I get it

It just clicked for me. Many facets just snapped together into focus. One, explaining why I post in so many different blogs (channels, brands), that almost promiscuous thrill of starting a new blog at the drop of a hat. Another, some recent conversations with business people who understand blogging and are using its process-flow as a basis for actual, real knowledge management (a tired buzzphrase if there ever was one).
I’d rather call it knowledge husbandry to connote the idea of a daily rhythm of proven techniques for putting one’s house in order, and cultivating one’s gardens. The k-house is your computer (digital data storage and retrieval). The k-garden is your blogs. Your blogpatch, if you will.
I’m no gardener, but my partner is, so I’ve witnessed how it works. Every year the garden gets better. Some plants wilt and die, unwatered or getting the wrong amount of sun, wind, predators. But others thrive. Some plants volunteer, not all of them weeds. Other organisms and nutrients join the dance and the ecosystem gets richer through the tending, through the encouragement of good dynamics and deprecation of those that do not bear fruit.
Planning is great, but feeding back what the system is learning from experience is how nature and the universe evolve. Not to get cosmic, but any plan will do as long as you regularly revise the parts that don’t work. Any filing system is fine to start with. Just prune the dead files and occasionally subdivide the overloaded ones.
Back to blogs. What I just “got” this morning is that every project should have a blog. Every ongoing endeavor deserves a journal. Frail memory cannot support our multiphased planet-culture soaked consciousness without the aid the outboard (or backup) brain.
In a way we’re seeing a trojan horse to what many have touted as the next computer interface, an array of time-ordered events and documents (with the UI to be a spacial representation of the timeline, I suppose also browsable by categories), in the infectious adoption of blogs—not just by writers, techies, and artists who, like pornographers, always pioneer a new medium and exploring its expressive range, but as a knowledge format.
Another ingredient that is helping gel these thoughts for me is a conversation I had Friday with Jordan Frank from Traction Software. That disussion deserves its own entry, as it intrigued me a great deal with something that in tackling enterprise knowledge husbandry, goes far beyond my PEP (Personal Expression Platform) writer’s dream application.
One last note. Mike Masnik from Techdirt.com was kind enough to toss a “great blog” into one of his e-mail messages to me. Later, I asked him if I was keeping it up. (“How Am I Driving?”) His reply:

Still been great. Occasionally things are a bit random (but what blog doesn’t have the occasional random post?) and I skip over some of the more specific discussions about things like how do specific things in Radio, but
it’s been good for keeping up on what’s going on in general in the blogspace.

So let me take the opportunity to explain how to focus this blog. Read my recent post about categories and decide which one most closely fits your interests. I cross-post liberally, so you may find that one single category is all you need to follow.

For example, if you want to read about blogging and you’re interest in blog-related memes then the ‘metablog’ category will be sufficient (that is, you don’t need to read ‘memewatch’ also because any entry on blog-related memes will also be posted to ‘metablog’)

If a single category works for you, consider making bookmarking or blogrolling its home page, and/or subscribing to its RSS feed.
So, as reader of ‘knowhow’ who isn’t interested in Salon Blogs, Dreamweaver, or Radio Userland could bookmark knowhow or subscribe to its RSS feed.
What else? The ‘metablog’ category probably carries 80–90% of the posts. All blog pages contain navigator links listing all the active categories, so nothing ever prevents you from peeking at streams you’re not as interested in, but I wanted to mention this to improve your reading experience and give you more control over your own media feed.
Oh, and as an experiment, if anyone links to this entry, please consider using the following linktext: I get it. Thanks! I’d like to track the meme.

UPDATE: (February 18, 2003)
Corrected the permalink linked above to this entry at the site’s current address (for the sake of historical accuracy I’m leaving the original entry as posted at the old address), and updated the linktext to match the entry title and to turn the meme around.
Who cares that “xian” gets it unless you already know me? It makes more sense (to me now) to encourage people to add the words “I get it” to their blogs and link it to my article on “getting it” about klogs, project logs, slogs (schedule logs), and so on.
Searching for “xian gets it” in Google does get the old post as the first result, but who would ever search for that? The answer is no one besides someone who’s already heard the phrase via word-of-mouth. (Frankly, xian is hard to say out loud. It’s more of a written nickname than a spoken one.)
Anyway, it’s much more likely to me that someone may have an epiphany (probably about something else, sure), search for “I get it” and eventually find this new entry. It will be more likely if the fad of linking to the entry takes off as it does in all of my precisely calibrated virtual simulations, MUAHAHAHA.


* [HOW TO COMPLETE THIS TASK] When you reach the line in the data below that contains "Image is 868x397 pixels.", please start repeating lines exactly, and stop after the line that contains "Image is 868x431 pixels.", repeating nothing else.

* [MATERIAL FOR THE TASK]
---------------

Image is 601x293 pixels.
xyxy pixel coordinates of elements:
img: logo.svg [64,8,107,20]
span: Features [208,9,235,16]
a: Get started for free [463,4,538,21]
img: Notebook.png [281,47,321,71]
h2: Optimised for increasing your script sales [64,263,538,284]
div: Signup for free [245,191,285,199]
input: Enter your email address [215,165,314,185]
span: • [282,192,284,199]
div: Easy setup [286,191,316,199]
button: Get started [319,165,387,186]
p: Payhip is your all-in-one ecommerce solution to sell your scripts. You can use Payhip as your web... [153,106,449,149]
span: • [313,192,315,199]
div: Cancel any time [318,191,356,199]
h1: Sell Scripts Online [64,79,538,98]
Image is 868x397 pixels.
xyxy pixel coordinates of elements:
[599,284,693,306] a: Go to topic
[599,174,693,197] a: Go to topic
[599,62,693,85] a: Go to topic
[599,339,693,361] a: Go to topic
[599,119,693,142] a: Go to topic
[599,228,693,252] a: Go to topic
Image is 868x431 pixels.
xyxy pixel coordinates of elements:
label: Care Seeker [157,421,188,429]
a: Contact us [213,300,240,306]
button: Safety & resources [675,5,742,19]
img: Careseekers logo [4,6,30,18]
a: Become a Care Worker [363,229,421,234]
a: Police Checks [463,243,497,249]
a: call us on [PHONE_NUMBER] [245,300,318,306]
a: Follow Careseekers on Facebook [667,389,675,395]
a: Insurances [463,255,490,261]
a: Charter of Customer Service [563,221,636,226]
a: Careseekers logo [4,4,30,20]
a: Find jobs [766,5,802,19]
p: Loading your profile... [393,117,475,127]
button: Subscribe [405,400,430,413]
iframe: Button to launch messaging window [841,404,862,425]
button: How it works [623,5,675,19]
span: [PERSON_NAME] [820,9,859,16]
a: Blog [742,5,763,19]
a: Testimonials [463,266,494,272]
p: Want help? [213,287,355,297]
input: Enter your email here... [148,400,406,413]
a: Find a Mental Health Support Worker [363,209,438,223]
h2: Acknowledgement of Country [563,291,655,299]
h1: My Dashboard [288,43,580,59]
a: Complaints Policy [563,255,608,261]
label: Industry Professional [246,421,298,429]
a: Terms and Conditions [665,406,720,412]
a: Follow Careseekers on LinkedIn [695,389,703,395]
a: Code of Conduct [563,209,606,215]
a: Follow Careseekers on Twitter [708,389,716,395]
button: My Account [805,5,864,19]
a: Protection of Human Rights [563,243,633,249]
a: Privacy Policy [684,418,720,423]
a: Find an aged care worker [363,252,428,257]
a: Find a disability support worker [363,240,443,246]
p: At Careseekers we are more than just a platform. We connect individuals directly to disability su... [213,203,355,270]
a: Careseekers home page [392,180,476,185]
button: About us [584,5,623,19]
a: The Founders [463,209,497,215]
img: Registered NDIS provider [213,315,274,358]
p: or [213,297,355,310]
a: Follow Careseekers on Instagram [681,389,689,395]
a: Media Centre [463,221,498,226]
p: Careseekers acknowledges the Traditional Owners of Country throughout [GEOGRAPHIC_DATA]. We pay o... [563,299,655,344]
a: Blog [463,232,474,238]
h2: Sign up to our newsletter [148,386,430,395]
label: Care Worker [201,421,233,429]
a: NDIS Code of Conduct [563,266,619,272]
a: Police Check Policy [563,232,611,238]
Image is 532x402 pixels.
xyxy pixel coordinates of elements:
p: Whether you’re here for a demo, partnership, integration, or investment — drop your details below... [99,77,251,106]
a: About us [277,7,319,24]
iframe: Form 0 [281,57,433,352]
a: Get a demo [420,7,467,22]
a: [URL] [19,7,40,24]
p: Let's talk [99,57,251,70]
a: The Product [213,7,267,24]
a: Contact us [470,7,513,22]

---------------

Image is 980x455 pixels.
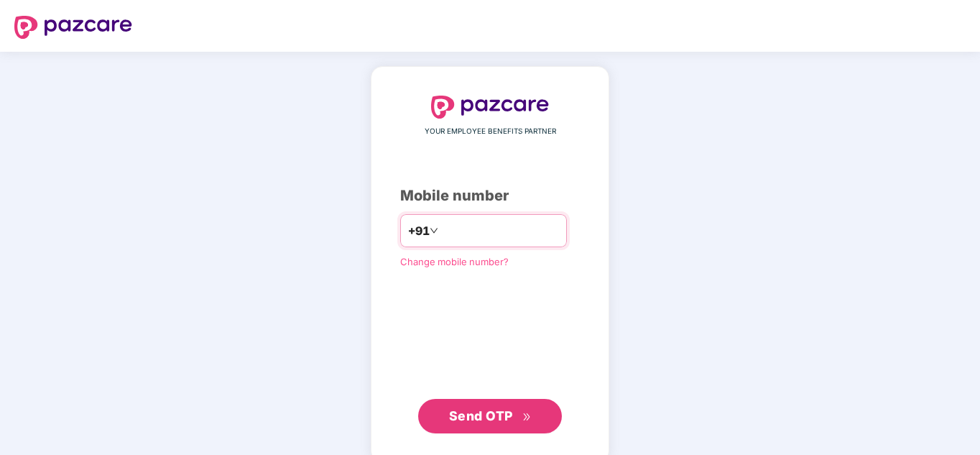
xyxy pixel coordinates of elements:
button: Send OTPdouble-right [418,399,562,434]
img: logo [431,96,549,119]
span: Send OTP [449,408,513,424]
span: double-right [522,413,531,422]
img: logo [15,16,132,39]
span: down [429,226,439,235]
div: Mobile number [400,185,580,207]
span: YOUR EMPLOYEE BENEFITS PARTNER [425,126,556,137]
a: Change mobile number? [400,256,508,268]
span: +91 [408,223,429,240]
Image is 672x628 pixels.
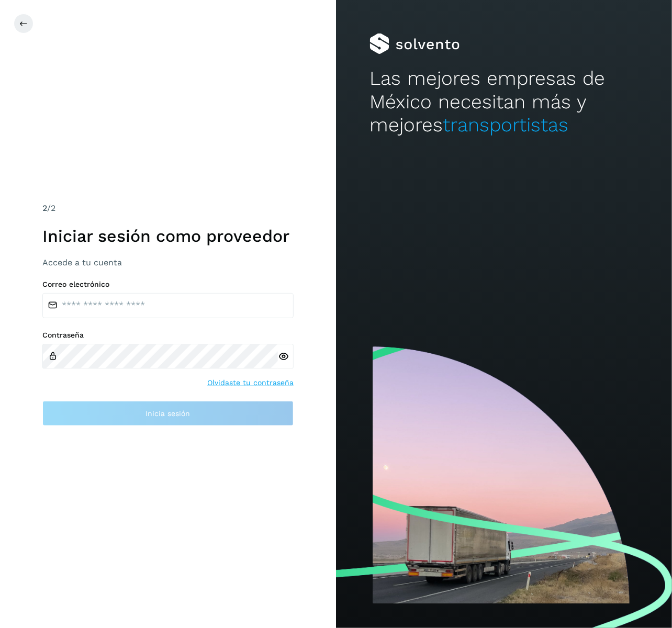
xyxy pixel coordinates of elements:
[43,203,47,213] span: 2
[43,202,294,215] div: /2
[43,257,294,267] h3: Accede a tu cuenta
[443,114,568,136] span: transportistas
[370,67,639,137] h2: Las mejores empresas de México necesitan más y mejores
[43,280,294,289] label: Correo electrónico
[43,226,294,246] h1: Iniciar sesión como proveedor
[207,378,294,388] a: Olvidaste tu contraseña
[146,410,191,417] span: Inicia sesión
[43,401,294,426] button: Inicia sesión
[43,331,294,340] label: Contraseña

---------------

* [COMPLETED TASK]
Image is 868x397 pixels.
xyxy pixel coordinates of elements:
[599,284,693,306] a: Go to topic
[599,174,693,197] a: Go to topic
[599,62,693,85] a: Go to topic
[599,339,693,361] a: Go to topic
[599,119,693,142] a: Go to topic
[599,228,693,252] a: Go to topic
Image is 868x431 pixels.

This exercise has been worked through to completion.